Film notes

Triangle – 5/5 and I bet you’ve never heard of it! Not a horror, more of a mystery-thriller like ‘Memento’, very clever script, highly recommended.
Red – 4/5 – Helen Mirren with a Gatling gun, oh yes.
Harry Potter 7.1 – 4/5 – satisfying
Legion – 3/5 – entertaining hokum
The Book of Eli – 4/5 – visually interesting, plot solid without being great
Edge of Darkness – 3/5 – Mel being Mel
Into the Wild – ?/5 – I turned it off after 15 minutes as I wasn’t in the mood to watch some adolescent being obnoxious and stupid for the next two hours – might go back to it one day
Holes – 4/5 – satisfying family film with a good message (older children)
Invictus – 3/5 – OK
The Box – 4/5 – I’d like to rewatch this at a later date, the rating might rise to 5/5; the trouble with movies like that is that they are too clever for the mainstream audience at which they are pitched (says the very low-brow Rector!!)

6 thoughts on “Film notes

  1. I have to confess I loved ‘Into the Wild’. After I came out of the cinema I wanted to go straight back in and see it again. This says a lot more about me than about the film of course – primarily the fact that here was a guy willing to give up every bourgeois birthright of luxury, status and comfort for the rawness of life outside of the safety-net golden cage of society. Yes of course he was foolish and obnoxiously holier-than-thou, but at the same time I knew I couldn’t give up money and status like he had, and I knew I’d always be enslaved to ‘the system’ and powerless to live outside it, and I confess I was cheering him all the way for even having the sheer guts to give it a go and to experience what it’s like to just be alive in a hard landscape, unmediated by civilisation. Pretentious yes, but he paid a very high price and I consider him very high on the list of inspirations for my current way of life…

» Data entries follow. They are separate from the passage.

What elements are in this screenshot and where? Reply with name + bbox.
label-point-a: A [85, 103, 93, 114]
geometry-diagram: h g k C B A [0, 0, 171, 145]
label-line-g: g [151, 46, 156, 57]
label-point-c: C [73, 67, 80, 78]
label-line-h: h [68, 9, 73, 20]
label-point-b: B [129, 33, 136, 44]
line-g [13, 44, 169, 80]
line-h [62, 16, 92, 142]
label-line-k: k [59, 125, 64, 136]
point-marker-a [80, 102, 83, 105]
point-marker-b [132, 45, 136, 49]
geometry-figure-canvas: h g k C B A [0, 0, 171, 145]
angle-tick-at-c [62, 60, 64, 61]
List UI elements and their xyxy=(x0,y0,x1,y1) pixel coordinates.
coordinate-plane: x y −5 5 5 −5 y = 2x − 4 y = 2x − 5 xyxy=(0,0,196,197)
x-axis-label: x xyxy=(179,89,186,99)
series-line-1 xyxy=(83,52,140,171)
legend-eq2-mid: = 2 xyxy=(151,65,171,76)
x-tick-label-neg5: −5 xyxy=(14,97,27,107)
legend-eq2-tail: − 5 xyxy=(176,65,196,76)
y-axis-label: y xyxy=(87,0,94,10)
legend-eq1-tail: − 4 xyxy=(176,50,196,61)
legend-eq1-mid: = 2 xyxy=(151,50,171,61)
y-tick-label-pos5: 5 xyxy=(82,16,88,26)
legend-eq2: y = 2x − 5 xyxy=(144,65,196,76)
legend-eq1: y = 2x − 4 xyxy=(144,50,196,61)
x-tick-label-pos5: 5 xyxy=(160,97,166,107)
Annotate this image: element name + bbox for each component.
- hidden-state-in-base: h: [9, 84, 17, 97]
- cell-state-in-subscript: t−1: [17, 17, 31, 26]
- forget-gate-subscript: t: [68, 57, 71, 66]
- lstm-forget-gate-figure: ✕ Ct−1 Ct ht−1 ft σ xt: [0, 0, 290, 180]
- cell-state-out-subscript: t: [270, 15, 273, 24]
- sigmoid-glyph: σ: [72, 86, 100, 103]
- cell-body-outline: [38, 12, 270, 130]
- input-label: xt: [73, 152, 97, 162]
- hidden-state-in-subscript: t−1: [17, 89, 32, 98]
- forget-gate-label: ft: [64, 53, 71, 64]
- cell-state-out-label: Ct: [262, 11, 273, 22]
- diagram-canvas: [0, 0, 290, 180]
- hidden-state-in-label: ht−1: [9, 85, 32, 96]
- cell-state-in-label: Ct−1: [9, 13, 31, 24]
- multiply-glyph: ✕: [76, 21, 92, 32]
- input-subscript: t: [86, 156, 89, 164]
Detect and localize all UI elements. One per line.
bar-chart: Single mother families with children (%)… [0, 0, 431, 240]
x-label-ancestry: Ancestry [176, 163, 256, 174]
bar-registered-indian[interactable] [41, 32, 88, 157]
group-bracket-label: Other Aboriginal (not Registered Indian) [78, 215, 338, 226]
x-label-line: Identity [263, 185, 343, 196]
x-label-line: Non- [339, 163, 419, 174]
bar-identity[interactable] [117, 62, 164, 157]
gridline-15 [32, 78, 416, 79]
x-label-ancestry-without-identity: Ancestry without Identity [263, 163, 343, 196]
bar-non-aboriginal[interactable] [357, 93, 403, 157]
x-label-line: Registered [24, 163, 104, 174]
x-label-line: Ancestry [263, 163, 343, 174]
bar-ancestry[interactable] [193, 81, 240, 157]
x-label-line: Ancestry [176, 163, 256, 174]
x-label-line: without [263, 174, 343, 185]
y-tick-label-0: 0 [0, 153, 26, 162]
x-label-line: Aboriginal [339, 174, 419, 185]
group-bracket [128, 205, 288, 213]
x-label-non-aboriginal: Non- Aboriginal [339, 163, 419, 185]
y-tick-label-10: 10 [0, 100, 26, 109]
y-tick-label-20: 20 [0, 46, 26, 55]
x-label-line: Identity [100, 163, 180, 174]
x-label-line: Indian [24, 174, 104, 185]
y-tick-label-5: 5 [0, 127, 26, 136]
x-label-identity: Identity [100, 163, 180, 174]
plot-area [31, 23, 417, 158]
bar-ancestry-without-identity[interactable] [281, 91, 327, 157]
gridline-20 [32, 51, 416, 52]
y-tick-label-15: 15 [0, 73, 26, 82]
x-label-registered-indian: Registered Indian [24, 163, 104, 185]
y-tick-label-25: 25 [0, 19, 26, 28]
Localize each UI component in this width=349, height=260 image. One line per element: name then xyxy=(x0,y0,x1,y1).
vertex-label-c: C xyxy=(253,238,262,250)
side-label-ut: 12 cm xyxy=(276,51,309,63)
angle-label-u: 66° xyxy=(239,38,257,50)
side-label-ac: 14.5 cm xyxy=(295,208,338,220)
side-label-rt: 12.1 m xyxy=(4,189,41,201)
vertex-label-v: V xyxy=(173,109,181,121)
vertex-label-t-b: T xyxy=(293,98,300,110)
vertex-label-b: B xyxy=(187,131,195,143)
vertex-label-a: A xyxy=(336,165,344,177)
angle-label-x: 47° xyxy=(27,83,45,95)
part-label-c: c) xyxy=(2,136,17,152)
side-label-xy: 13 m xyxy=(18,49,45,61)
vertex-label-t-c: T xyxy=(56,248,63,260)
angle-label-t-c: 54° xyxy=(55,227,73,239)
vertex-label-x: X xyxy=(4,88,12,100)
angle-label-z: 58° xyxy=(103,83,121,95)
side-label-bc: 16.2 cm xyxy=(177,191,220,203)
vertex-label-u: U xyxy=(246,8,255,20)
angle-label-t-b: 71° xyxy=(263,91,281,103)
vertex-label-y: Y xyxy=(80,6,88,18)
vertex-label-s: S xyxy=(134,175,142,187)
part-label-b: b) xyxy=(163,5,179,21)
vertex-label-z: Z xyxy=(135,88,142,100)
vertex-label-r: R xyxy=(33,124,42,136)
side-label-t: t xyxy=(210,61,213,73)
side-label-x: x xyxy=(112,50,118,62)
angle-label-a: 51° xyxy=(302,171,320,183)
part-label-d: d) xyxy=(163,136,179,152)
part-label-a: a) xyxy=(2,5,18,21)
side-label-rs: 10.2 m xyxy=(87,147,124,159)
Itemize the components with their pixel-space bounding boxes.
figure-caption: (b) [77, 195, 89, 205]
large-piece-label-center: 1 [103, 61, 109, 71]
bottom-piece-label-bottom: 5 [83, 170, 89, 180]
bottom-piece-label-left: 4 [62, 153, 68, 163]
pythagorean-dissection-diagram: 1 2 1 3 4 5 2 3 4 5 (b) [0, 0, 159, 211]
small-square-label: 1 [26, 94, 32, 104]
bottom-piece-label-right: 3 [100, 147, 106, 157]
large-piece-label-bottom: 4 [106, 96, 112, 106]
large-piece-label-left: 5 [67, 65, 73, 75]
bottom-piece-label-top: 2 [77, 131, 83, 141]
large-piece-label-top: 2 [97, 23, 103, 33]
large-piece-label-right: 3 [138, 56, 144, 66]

  2. I went and saw Triangle on a whim when it came out (I had decided to go and see a film and what I wanted to see didn’t turn out to be showing where I thought it would be) and it had me thinking for days. There are so many holes that don’t bear thinking about, but it was fascinating nonetheless.

  3. I was just thinking about ‘Into the Wild’ again while reading about St Francis, and thinking how St Francis was rather ‘obnoxious and stupid’ as well, what with stealing/selling his father’s cloth to give money to the poor and then trying to live without anything of his own – strikingly similar to McCandless giving away all his bourgeois savings. The main difference between the two seems to be that in Francis’ case, he believed God, and others were so inspired that they joined him. Of course I watched Into the Wild long before I knew anything about the life of St Francis, so I’m only now seeing the parallels, and understanding why both inspire me so much on my own journey.